DORA metrics work best as part of a feedback loop. Here's how we've seen teams use them effectively:

  1. Set up release tracking — Connect your CI/CD pipeline to Archyl using GitHub Actions, webhooks, or the REST API. Releases start flowing in automatically.

  2. Establish a baseline — After a few weeks of data, check your DORA scorecard. This is where you are today. Don't judge it — just note it.

  3. Watch the trends — Check weekly. Are metrics moving in the right direction? Stable is fine. Degrading is a signal.

  4. Investigate anomalies — When a metric shifts, scope it to individual systems. Often, a project-wide change is driven by one or two services.

  5. Iterate — Make changes to your delivery process and watch the metrics respond. Faster code reviews reduce lead time. Better test coverage reduces change failure rate. Feature flags reduce MTTR.

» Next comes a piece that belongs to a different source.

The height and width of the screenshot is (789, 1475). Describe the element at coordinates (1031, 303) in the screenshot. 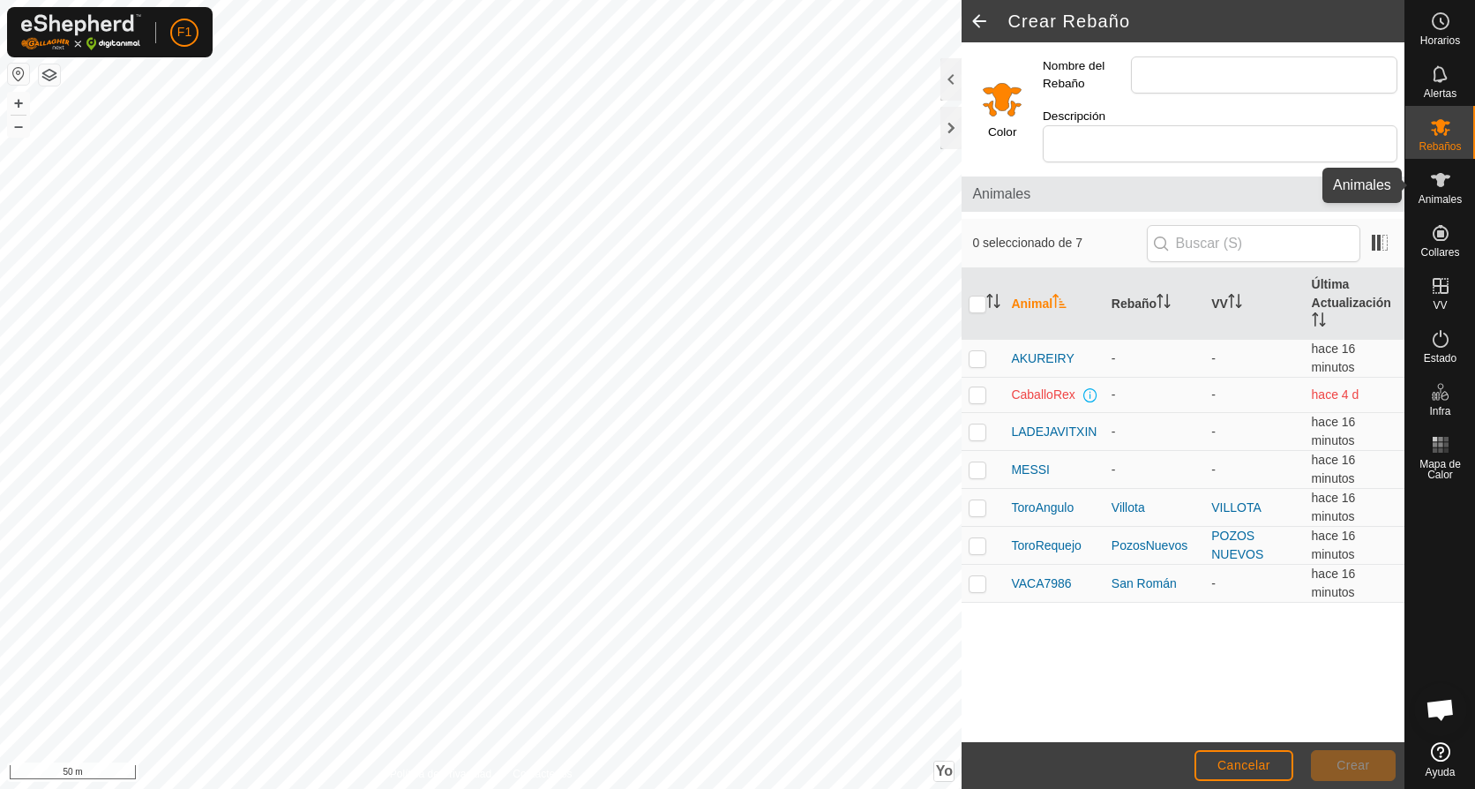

The key insight from DORA research is that these metrics are outcomes, not goals. You don't improve deployment frequency by deploying more — you improve it by removing the friction that makes deploying slow or risky. The metrics tell you whether your process improvements are actually working.

Connecting the Dots

DORA metrics are the latest piece in Archyl's approach to architecture documentation that reflects reality, not just intent.

Your C4 diagrams show the structure. API Contracts show the interfaces. ADRs show the decisions. Release Management shows what shipped. And now DORA metrics show how well your delivery machine is running.

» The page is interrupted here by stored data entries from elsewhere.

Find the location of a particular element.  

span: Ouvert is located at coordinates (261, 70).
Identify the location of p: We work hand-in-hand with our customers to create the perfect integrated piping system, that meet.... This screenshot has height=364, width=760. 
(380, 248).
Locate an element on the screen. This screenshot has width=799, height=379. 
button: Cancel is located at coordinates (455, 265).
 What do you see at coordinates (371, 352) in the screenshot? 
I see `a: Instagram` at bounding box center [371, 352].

Each layer adds context to the one before it. A system on your diagram isn't just a box with an arrow anymore — it's a service with a defined API, documented decisions behind its design, a deployment history, and measurable delivery performance. That's the difference between a diagram and a living architecture platform.

Getting Started

If you're already tracking releases in Archyl, DORA metrics are available now. Navigate to your project's Releases page and switch to the Metrics tab. Your scorecard and trend charts are already populated.

If you haven't set up release tracking yet, start there. Follow the Release Management guide to connect your CI/CD pipeline, then come back to the Metrics tab once you have a few weeks of deployment data.

For organization-level insights, open the Releases page without selecting a specific project and switch to the Metrics tab. The overview will show all projects in your workspace with their individual DORA scores.

Your architecture knows what exists. Your releases know what shipped. Now your metrics know how well you're delivering.